I am going to dive into those terms to understand the differences between them and when to use which.

What are components?

In order to understand the types of architecture, I will briefly explain what the ambiguous term “components” refers to in this blog post.

A component is a unit of software that is independently replaceable and upgradeable.

What is a monolithic architecture?

The first type is monolithic architecture, where all the software components are built into a single piece, assembled together and tightly packaged.

The disadvantage of the monolithic architecture is that all the components are interconnected and interdependent, leading to a failing system if one of the components fails.

And also all the components must be present in order to execute or compile the app, failing to do so if one of them is not present or it fails.

It is commonly used when the web app is simple (and it will remain simple in the future) and the developer team is small.

What is SOA?

SOA stands for Service-oriented architecture and it refers to an architecture using a collection of services.

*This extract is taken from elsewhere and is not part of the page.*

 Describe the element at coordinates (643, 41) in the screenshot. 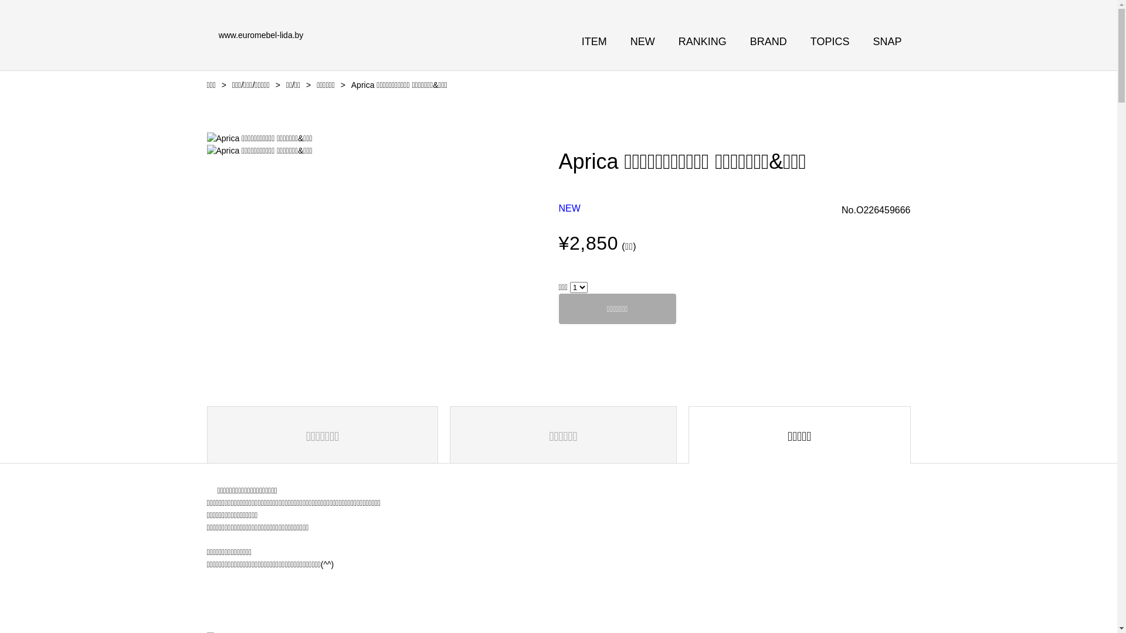

I see `NEW` at that location.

The services have different responsibilities but they still communicate with each other and are interconnected.

The communication can involve either simple data passing or two or more services coordinating some activity.

This type of architecture is more common when the web app has to be scalable, involves a bit more functionality and it is a bit more complex.

What are microservices?

The last type, (but not least) the microservices architecture takes the same approach of using a collection of services as the SOA and it takes it a bit further, where the services can be developed, deployed, and maintained independently without being interconnected and interdependent.

The main difference between the SOA and the microservices is that the services can communicate with other services through simple APIs, leaving the services loosely coupled between each other.

And another difference is that the services are responsible of only a single thing, where is SOA might have different responsibilities.

  • Each service is a separate codebase, which can be managed by a small development team.
  • Services can be deployed independently. A team can update an existing service without rebuilding and redeploying the entire application.
  • Services are responsible for persisting their own data or external state. This differs from the traditional model, where a separate data layer handles data persistence.
  • Services communicate with each other by using well-defined APIs. Internal implementation details of each service are hidden from other services.
  • Services don’t need to share the same technology stack, libraries, or frameworks.